Ivan Michailovitch shook his head. From the hall floated the sound of the violins, playing an ingratiating air by Puccini.

“Won’t you at least dry your coat?” Christian asked again. The strains of the music, the splendour there within, the merriment and laughter, the fullness of beauty and happiness, all this presented so sharp a contrast to the appearance of this man in a wet coat, with wax-like face and morbidly flaming eyes, that Christian could no longer endure his apparently unfeeling position between these two worlds, of whose utter and terrible alienation from each other he was acutely aware.

Ivan Michailovitch smiled. “It is kind of you to think of my coat. But you can’t do any good. It will only get wet again.”

“I’d like to take you, just as you are,” said Christian, and he smiled too, “and go in there with you.”

Ivan Michailovitch shrugged his shoulders, and his face grew dark.

“I don’t know why I should like to do that,” Christian murmured. “I don’t know why it tempts me. I stand before you, and you put me in the wrong. Whether I speak or am silent does not matter. By merely being I am in the wrong. We should not be conversing here in the servants’ corner. You are making some demand of me, Ivan Michailovitch, are you not? What is it that you demand?”

The words bore witness to a confusion of the emotions that went to the very core of his being. They throbbed with the yearning to become and to be another man. Ivan Michailovitch, in a sudden flash of intuition, saw and understood. At first he had suspected that here was but a lordly whim, or that it was at best but the foolish and thoughtless defiance of a too swiftly ardent proselyte that urged this proud and handsome man to his words. He recognized his error now. He understood that he heard a cry for help, and that it came from the depth of one of those decisive moments of which life holds but few.

“What is it that I am to demand of you, Christian Wahnschaffe?” he asked, earnestly. “Surely not that you drag me in there to your friends, and ask me to regard that as a definite deed and as a triumph over yourself?”

“It would not be that,” Christian said, with lowered eyes, “but a simple confession of my friendship and my faith.”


◆ Work request:
Restate all the entries exactly as they appear, apart from the pictures.

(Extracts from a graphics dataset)
=== Section Start ===
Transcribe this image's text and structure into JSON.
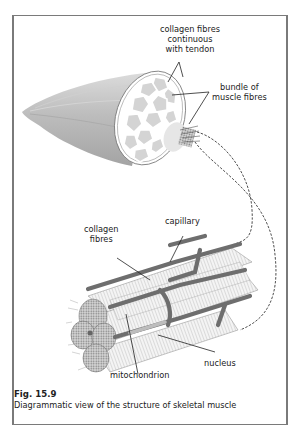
{
  "figure": {
    "number": "Fig. 15.9",
    "caption": "Diagrammatic view of the structure of skeletal muscle"
  },
  "labels": {
    "collagen_tendon": [
      "collagen fibres",
      "continuous",
      "with tendon"
    ],
    "bundle": [
      "bundle of",
      "muscle fibres"
    ],
    "capillary": "capillary",
    "collagen_fibres": [
      "collagen",
      "fibres"
    ],
    "nucleus": "nucleus",
    "mitochondrion": "mitochondrion"
  },
  "colors": {
    "frame": "#7a7a7a",
    "muscle_shade": "#b8b8b8",
    "capillary": "#6e6e6e",
    "fibre": "#e8e8e8",
    "text": "#222222"
  }
}
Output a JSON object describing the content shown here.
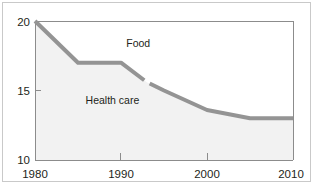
=== Section End ===
◆ Answer:
Transcribe this image's text and structure into JSON.
{
  "figure": {
    "number": "Fig. 15.9",
    "caption": "Diagrammatic view of the structure of skeletal muscle"
  },
  "labels": {
    "collagen_tendon": [
      "collagen fibres",
      "continuous",
      "with tendon"
    ],
    "bundle": [
      "bundle of",
      "muscle fibres"
    ],
    "capillary": "capillary",
    "collagen_fibres": [
      "collagen",
      "fibres"
    ],
    "nucleus": "nucleus",
    "mitochondrion": "mitochondrion"
  },
  "colors": {
    "frame": "#7a7a7a",
    "muscle_shade": "#b8b8b8",
    "capillary": "#6e6e6e",
    "fibre": "#e8e8e8",
    "text": "#222222"
  }
}
Output a JSON object describing the content shown here.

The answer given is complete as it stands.